Frodo at Fifty. Author Tolkien is the more disciplined storyteller, and The Fellowship of the Ring is the more appealing book. Actually, it is only the first third of a massive, three-volume cycle. The novel centers on a plain gold ring, magic but evil. The power of the ring varies. A simple soul can slip it on and make himself invisible, but a tyrant can slip it on and rule the world. In The Fellowship of the Ring, which takes place in the "Third Age of Middle Earth," the drama springs from the fact that a simple soul has the ring and a tyrant wants it.

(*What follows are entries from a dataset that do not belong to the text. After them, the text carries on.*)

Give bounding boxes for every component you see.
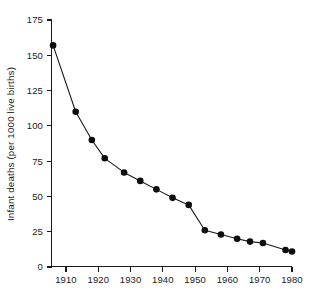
data-point — [153, 186, 160, 193]
data-point — [50, 42, 57, 49]
data-point — [169, 195, 176, 202]
data-point — [89, 137, 96, 144]
y-axis-title-text: Infant deaths (per 1000 live births) — [5, 67, 16, 221]
x-tick-label: 1910 — [55, 274, 77, 285]
data-point — [185, 202, 192, 209]
y-tick-label: 75 — [32, 156, 43, 167]
data-point — [282, 247, 289, 254]
y-tick-label: 0 — [38, 261, 43, 272]
data-point — [101, 155, 108, 162]
x-tick-label: 1920 — [88, 274, 110, 285]
x-tick-label: 1940 — [152, 274, 174, 285]
data-point — [121, 169, 128, 176]
data-point — [72, 108, 79, 115]
y-tick-label: 175 — [27, 14, 43, 25]
data-point — [218, 231, 225, 238]
y-axis-title: Infant deaths (per 1000 live births) — [5, 67, 16, 221]
x-tick-label: 1930 — [120, 274, 142, 285]
y-tick-label: 50 — [32, 191, 43, 202]
data-point — [202, 227, 209, 234]
y-tick-label: 150 — [27, 50, 43, 61]
chart-container: Infant deaths (per 1000 live births) 025… — [0, 0, 325, 298]
x-tick-label: 1980 — [281, 274, 303, 285]
chart-background — [0, 0, 325, 298]
infant-mortality-line-chart: Infant deaths (per 1000 live births) 025… — [0, 0, 325, 298]
y-tick-label: 125 — [27, 85, 43, 96]
data-point — [234, 235, 241, 242]
x-tick-label: 1950 — [184, 274, 206, 285]
x-tick-label: 1960 — [217, 274, 239, 285]
data-point — [289, 248, 296, 255]
y-tick-label: 100 — [27, 120, 43, 131]
data-point — [260, 240, 267, 247]
data-point — [137, 178, 144, 185]
x-tick-label: 1970 — [249, 274, 271, 285]
y-tick-label: 25 — [32, 226, 43, 237]
data-point — [247, 238, 254, 245]
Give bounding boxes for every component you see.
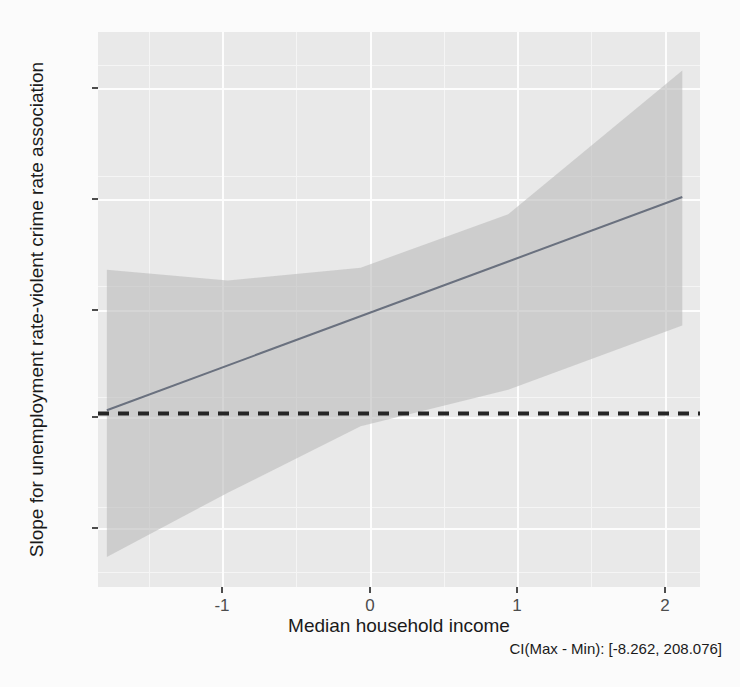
y-tick-mark-150 [92, 87, 98, 89]
ci-range-caption: CI(Max - Min): [-8.262, 208.076] [509, 640, 722, 657]
x-tick-label-1: 1 [512, 596, 521, 616]
x-tick-mark-neg1 [221, 587, 223, 593]
confidence-ribbon [107, 71, 682, 557]
y-tick-mark-neg50 [92, 527, 98, 529]
x-tick-mark-1 [516, 587, 518, 593]
chart-data-layer [98, 32, 700, 587]
y-axis-title: Slope for unemployment rate-violent crim… [22, 32, 52, 587]
x-tick-mark-0 [369, 587, 371, 593]
y-tick-mark-50 [92, 309, 98, 311]
x-tick-label-2: 2 [660, 596, 669, 616]
x-axis-title: Median household income [98, 615, 700, 637]
x-tick-mark-2 [664, 587, 666, 593]
y-tick-mark-0 [92, 416, 98, 418]
plot-panel [98, 32, 700, 587]
x-tick-label-neg1: -1 [214, 596, 229, 616]
y-tick-mark-100 [92, 198, 98, 200]
chart-figure: 150 100 50 0 -50 -1 0 1 2 Median househo… [0, 0, 740, 687]
x-tick-label-0: 0 [365, 596, 374, 616]
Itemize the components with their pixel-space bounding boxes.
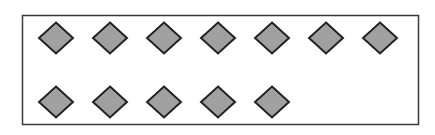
counting-diagram: [0, 0, 435, 135]
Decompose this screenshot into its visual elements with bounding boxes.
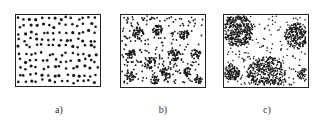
segregated-distribution-box: [223, 14, 309, 88]
panel-label-b: b): [148, 104, 178, 115]
clustered-distribution-box: [120, 14, 206, 88]
uniform-distribution-box: [15, 14, 101, 87]
dot-field: [224, 15, 307, 86]
dot-field: [121, 15, 204, 86]
dot-field: [16, 15, 99, 85]
panel-label-a: a): [44, 104, 74, 115]
panel-label-c: c): [252, 104, 282, 115]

The simple soul is Frodo Baggins of Bag End, who has been bequeathed the ring by a rich old cousin. Frodo is a hobbit. Hobbits are under three feet tall, eat six meals a day, like to give parties, and both the rich and the poor live in holes. Hobbits are "soft as butter . . . and yet sometimes as tough as old tree-roots." In the end, of course, hobbits turn out to be more like people than people. Frodo is a happy hobbit who whiles away his "tweens"—the "irresponsible twenties between childhood and coming of age at thirty-three." Only at 50 is Frodo driven onto the road to trouble and adventure, by a touch of wanderlust and by the minions of the tyrannical Lord of Mordor, who are scouring hobbitland for the ring.

A silver-bearded wizard outlines Frodo's task and quest. He must "find the Cracks of Doom in the depths of Orodruin, the Fire-mountain, and cast the Ring in there ... to put it beyond the grasp of the Enemy for ever."

Ores, Balrogs & Ringwraiths. Frodo is about as eager to do this as P. G. Wodehouse's Bertie Wooster would be to play Siegfried. The bulk of the novel describes his trials. Some of them would scarcely faze a cub scout, and there is so much hiking in fog and snow, up hill and through bog, that Frodo seems at times like a mythical postman. His enemies, however, send shivers rippling along the spine: toeless, green-scaled Ores, fire-breathing Balrogs, Barrow-wights who put their prey in a catatonic trance, and the Ringwraiths, nine black-shrouded riders on nine black horses. Frodo and friends best them all, but in the modern manner, more by muddling through than by measuring up to their challenges. Obscure in allegorical meaning but apocalyptic in tone, The Fellowship of the Ring sometimes melts its magic in plausibility, forgetting that a fairy tale is a snow man that cannot be brought into the house.